Life is undoubtedly full of stressors, but the COVID pandemic caused a level of stress many of us had never before seen in our daily lives. Rates of burnout among health care providers increased dramatically, with recent studies finding that health care providers are actively considering limiting clinical duties or leaving their positions altogether due to initial and ongoing effects of the pandemic. These findings alone justify the increased focus on addressing provider wellness urgently.

What makes workplace wellness difficult for health care providers is that our objective at work is not to pursue our own state of good health, but instead focuses on helping our patients achieve wellness. Our role at work is to help others, not ourselves. Furthermore, activities that promote personal wellness, such as spending time with friends and family, exercising, or simply resting, aren’t available to us while working. How, then, could we ever be expected to stay well at work?
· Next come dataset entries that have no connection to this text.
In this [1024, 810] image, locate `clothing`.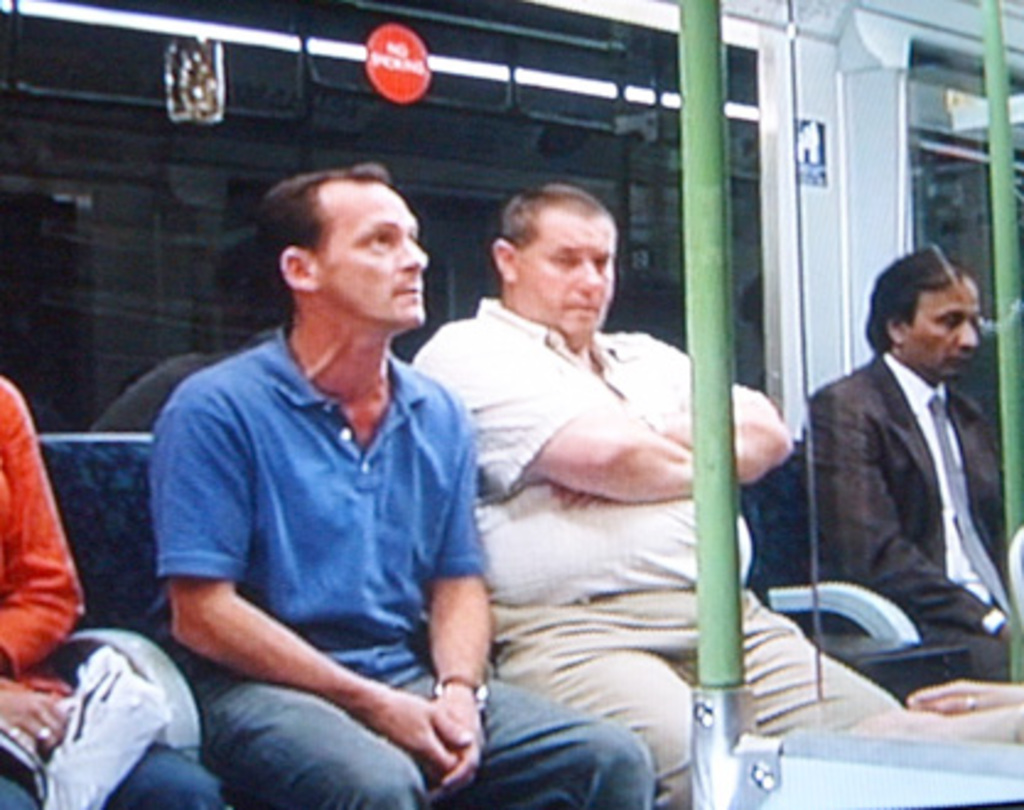
Bounding box: (405,292,906,808).
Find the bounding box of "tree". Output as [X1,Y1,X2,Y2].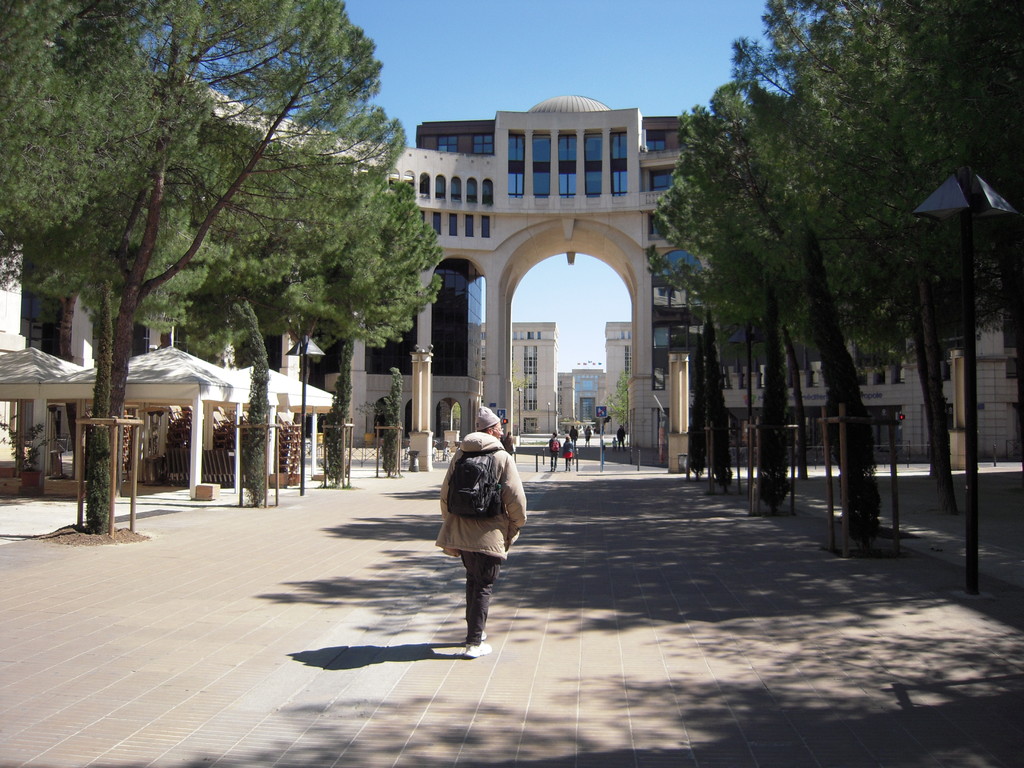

Soon after completion of the SMART course, the COVID pandemic began. We saw many patients die from the virus before we had effective vaccines and therapeutics. We saw other patients hospitalized or die due to choosing not to follow the science and public health guidance. While the acute impact of the pandemic is now much less, we continue to see its long-term impacts. Our patients are sicker than ever due to delaying care out of fear of contracting COVID. Our patients with mental health and substance use disorders decompensated due to prolonged isolation. It can often seem like things will never let up.

Despite all of this, both Dragos and I feel we were able to remain well, both at home and at work. The skills we use to manage life stressors allow us to actively pursue our own wellness, even while working exceptionally hard to meet the needs of our patients. Being able to attend to our own wellness while remaining dedicated to our patients feels like the true meaning of workplace wellness.

The key component to wellness is active pursuit. These strategies, used actively, fundamentally change how you manage stress. Things that bothered you previously become entirely unimportant. It becomes easy to identify which problems deserve your attention and which simply don’t. While you will have no more control of what happens to you, you will find that you are in full control over how you interpret and react to what happens to you. 

We cannot say strongly enough how helpful we feel what we learned has been to both of us over the past three years. We are looking into ways to deliver this content to as many in the Department of Medicine as possible. In the meantime, we are both happy to discuss further with anyone and hope you will reach out with any questions.